Together, we'll discuss frameworks for embedding ethics and equity into the core of an organization's data culture. First, we will explore what a data culture looks like and how we have taken steps within our organizations to get there. Next, we will investigate how ethics/equity factor into the equation. Key questions we'll unpack include:
What comes to mind when you think of an ethical data culture?
What are some core ethical principles that should guide a data culture?
How can we make equity a foundational part of our data culture?
What role does data literacy play in an organization's data culture?
What governance and accountability measures ensure ethical and equitable data use?
By sharing our perspectives and experiences, we can learn from each other and create data cultures that center equity and ethics throughout each stage of the data life cycle.
About this group:
We are a group of data users in Connecticut who are supporting one another as we work toward more equitable data practices.
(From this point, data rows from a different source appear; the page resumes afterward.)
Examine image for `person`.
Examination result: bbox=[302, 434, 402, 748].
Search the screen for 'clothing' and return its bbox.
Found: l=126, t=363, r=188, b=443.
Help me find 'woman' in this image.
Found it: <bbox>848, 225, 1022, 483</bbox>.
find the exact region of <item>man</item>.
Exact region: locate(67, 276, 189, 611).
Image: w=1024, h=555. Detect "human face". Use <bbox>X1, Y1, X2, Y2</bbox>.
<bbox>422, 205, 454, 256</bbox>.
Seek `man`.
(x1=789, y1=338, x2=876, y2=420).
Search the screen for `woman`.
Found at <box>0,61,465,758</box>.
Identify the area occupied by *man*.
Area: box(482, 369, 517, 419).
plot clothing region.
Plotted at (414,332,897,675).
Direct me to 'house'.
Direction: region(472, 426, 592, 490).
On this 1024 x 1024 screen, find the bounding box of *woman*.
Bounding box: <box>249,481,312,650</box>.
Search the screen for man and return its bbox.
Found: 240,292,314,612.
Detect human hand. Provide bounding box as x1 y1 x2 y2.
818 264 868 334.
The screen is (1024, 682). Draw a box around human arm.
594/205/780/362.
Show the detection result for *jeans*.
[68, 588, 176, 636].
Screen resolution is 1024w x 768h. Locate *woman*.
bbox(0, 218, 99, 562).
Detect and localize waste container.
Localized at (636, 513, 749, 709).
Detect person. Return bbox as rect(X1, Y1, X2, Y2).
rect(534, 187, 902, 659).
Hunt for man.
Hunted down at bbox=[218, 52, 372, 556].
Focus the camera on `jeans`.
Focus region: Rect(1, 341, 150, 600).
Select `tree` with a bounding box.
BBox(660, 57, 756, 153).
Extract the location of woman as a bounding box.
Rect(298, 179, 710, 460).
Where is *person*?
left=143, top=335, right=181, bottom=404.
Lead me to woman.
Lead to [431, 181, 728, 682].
We focus on racial equity explicitly but not exclusively.
Some of the topics we talk about include:
How can we make sure we don't make certain groups invisible through how we disaggregate our data?
How can we learn to focus our attention on the strengths, rather than the deficits, of groups we are seeking to serve or support?
How can we learn from the people who we hope will benefit from our products or services about what their data means to them?
How can we help the institutions that we are part of to be trustworthy so that people will trust us with their information/data?
You can read more about our past events here.
Please feel free to check out the group. And if it is helpful, please share it!